### Task instructions
Include the line with "Task: Click on" and every line before it in the entries below, echoed exactly, but not the pictures.

○ ○ ○ ○ ○ ○ ○

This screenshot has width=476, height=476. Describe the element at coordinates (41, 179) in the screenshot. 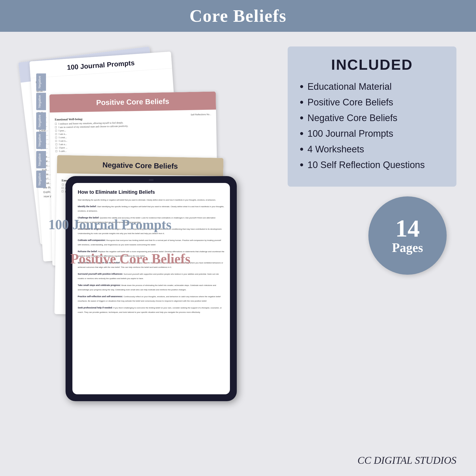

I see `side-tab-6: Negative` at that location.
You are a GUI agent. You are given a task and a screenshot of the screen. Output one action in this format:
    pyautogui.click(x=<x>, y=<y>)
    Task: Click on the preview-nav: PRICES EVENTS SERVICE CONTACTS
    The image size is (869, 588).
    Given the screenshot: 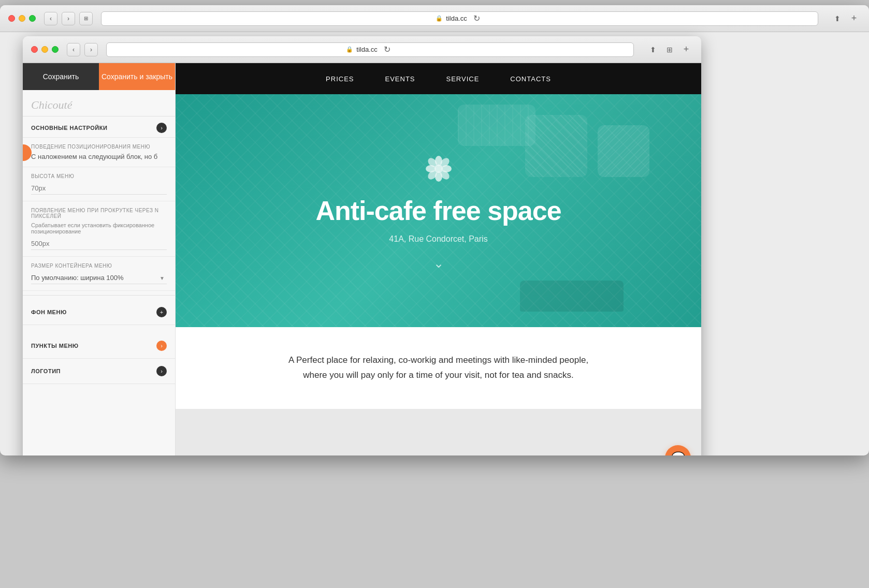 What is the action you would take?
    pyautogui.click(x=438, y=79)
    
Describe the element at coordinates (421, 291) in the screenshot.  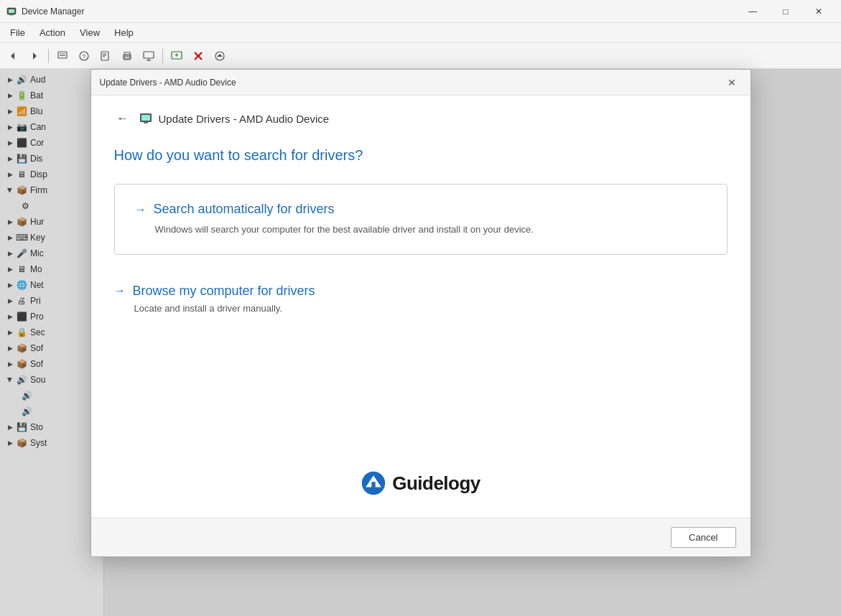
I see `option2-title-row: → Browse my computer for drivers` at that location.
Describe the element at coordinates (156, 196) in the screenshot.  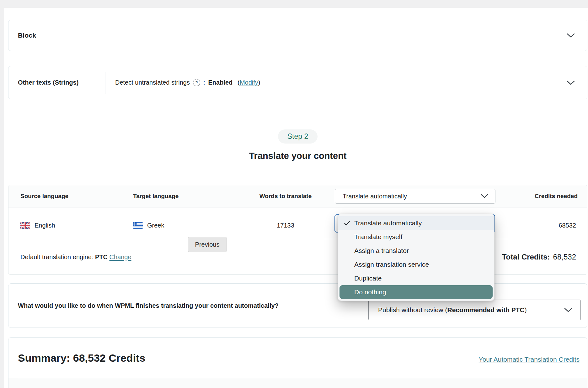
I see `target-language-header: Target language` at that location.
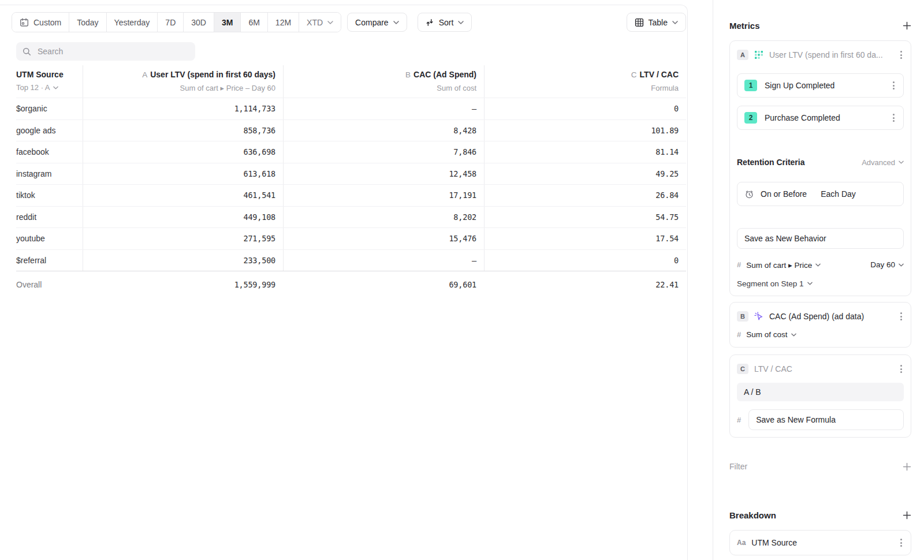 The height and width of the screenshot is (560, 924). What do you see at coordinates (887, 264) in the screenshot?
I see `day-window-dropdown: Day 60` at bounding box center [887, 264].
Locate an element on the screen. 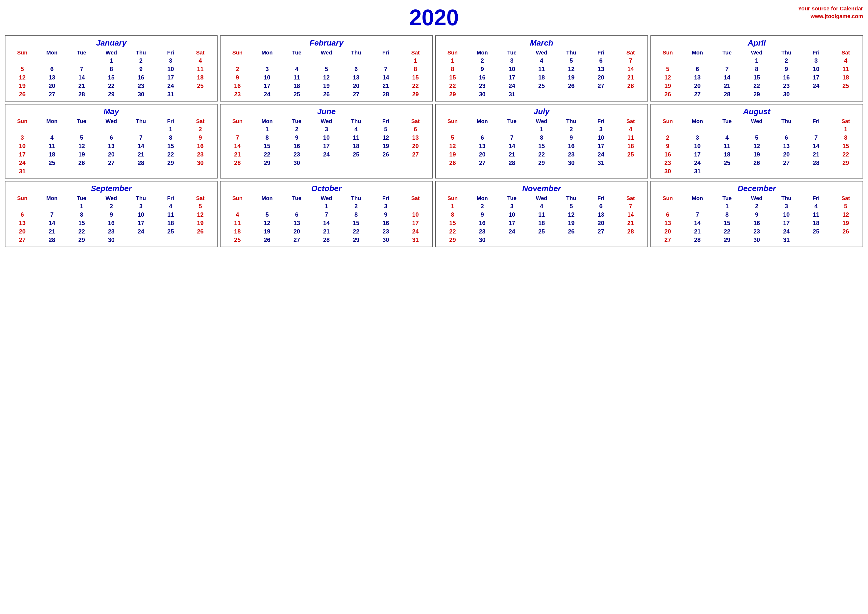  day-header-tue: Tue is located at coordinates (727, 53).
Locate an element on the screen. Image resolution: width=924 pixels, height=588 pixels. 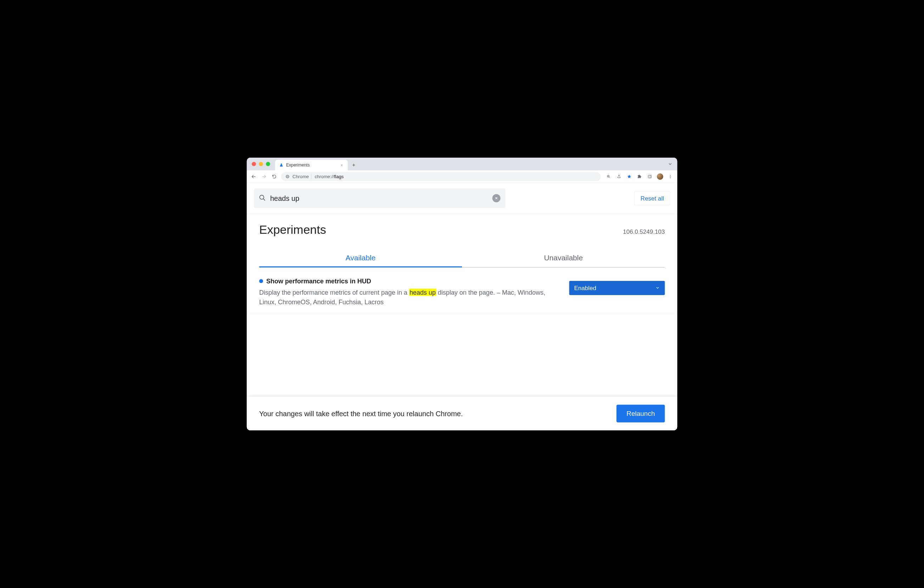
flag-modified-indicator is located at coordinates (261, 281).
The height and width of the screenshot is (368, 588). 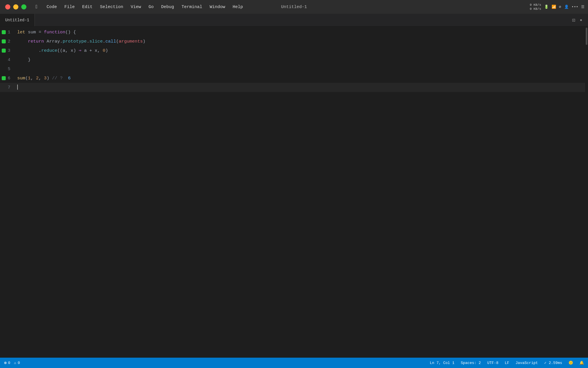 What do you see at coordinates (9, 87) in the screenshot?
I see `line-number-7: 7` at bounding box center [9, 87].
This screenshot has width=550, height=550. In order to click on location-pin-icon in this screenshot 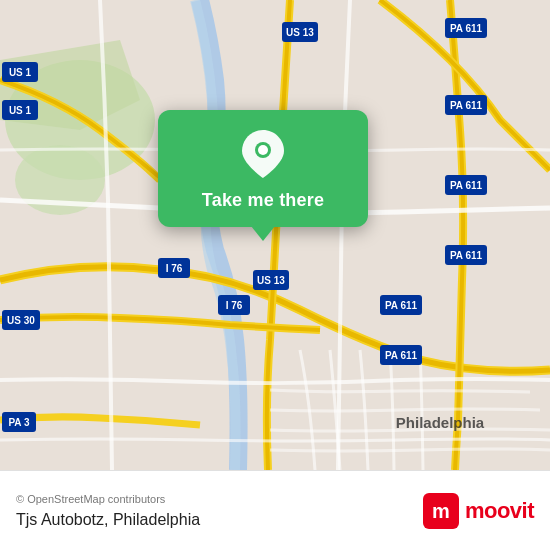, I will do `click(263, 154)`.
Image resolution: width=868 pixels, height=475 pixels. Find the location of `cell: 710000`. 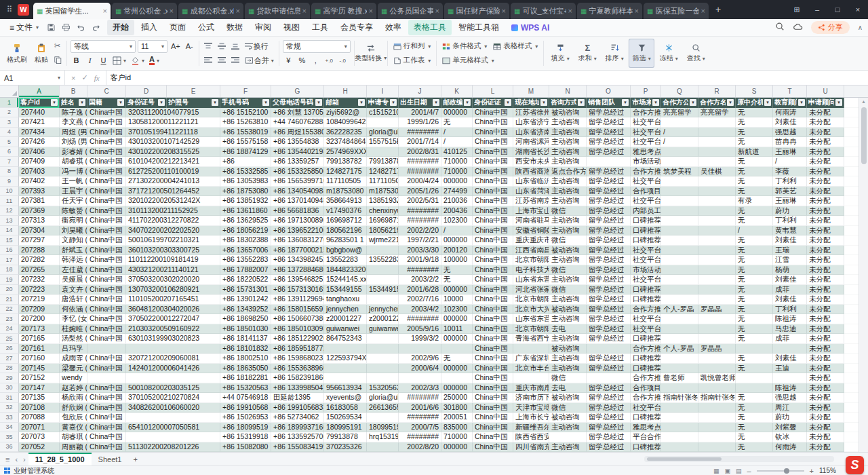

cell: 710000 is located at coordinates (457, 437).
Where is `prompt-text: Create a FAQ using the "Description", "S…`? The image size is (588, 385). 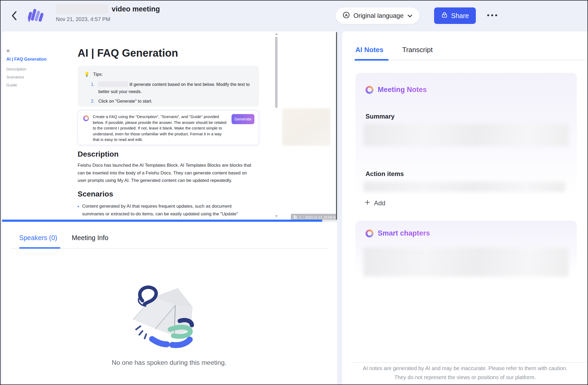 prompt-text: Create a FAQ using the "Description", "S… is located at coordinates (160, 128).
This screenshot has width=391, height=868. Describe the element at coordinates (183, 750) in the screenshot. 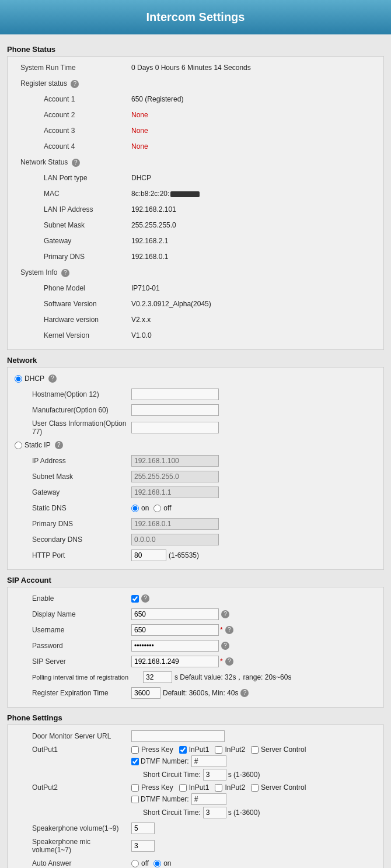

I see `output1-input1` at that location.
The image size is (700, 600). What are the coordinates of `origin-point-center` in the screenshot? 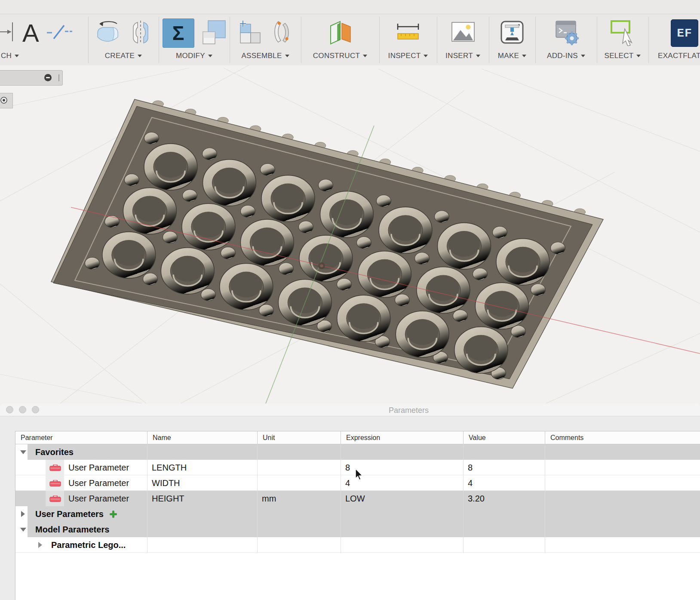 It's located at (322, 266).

○ ○ ○ ○ ○ ○ ○

### Answer section
This screenshot has width=476, height=476. Describe the element at coordinates (41, 179) in the screenshot. 

I see `side-tab-6: Negative` at that location.
You are a GUI agent. You are given a task and a screenshot of the screen. Output one action in this format:
    pyautogui.click(x=<x>, y=<y>)
    Task: Click on the preview-nav: PRICES EVENTS SERVICE CONTACTS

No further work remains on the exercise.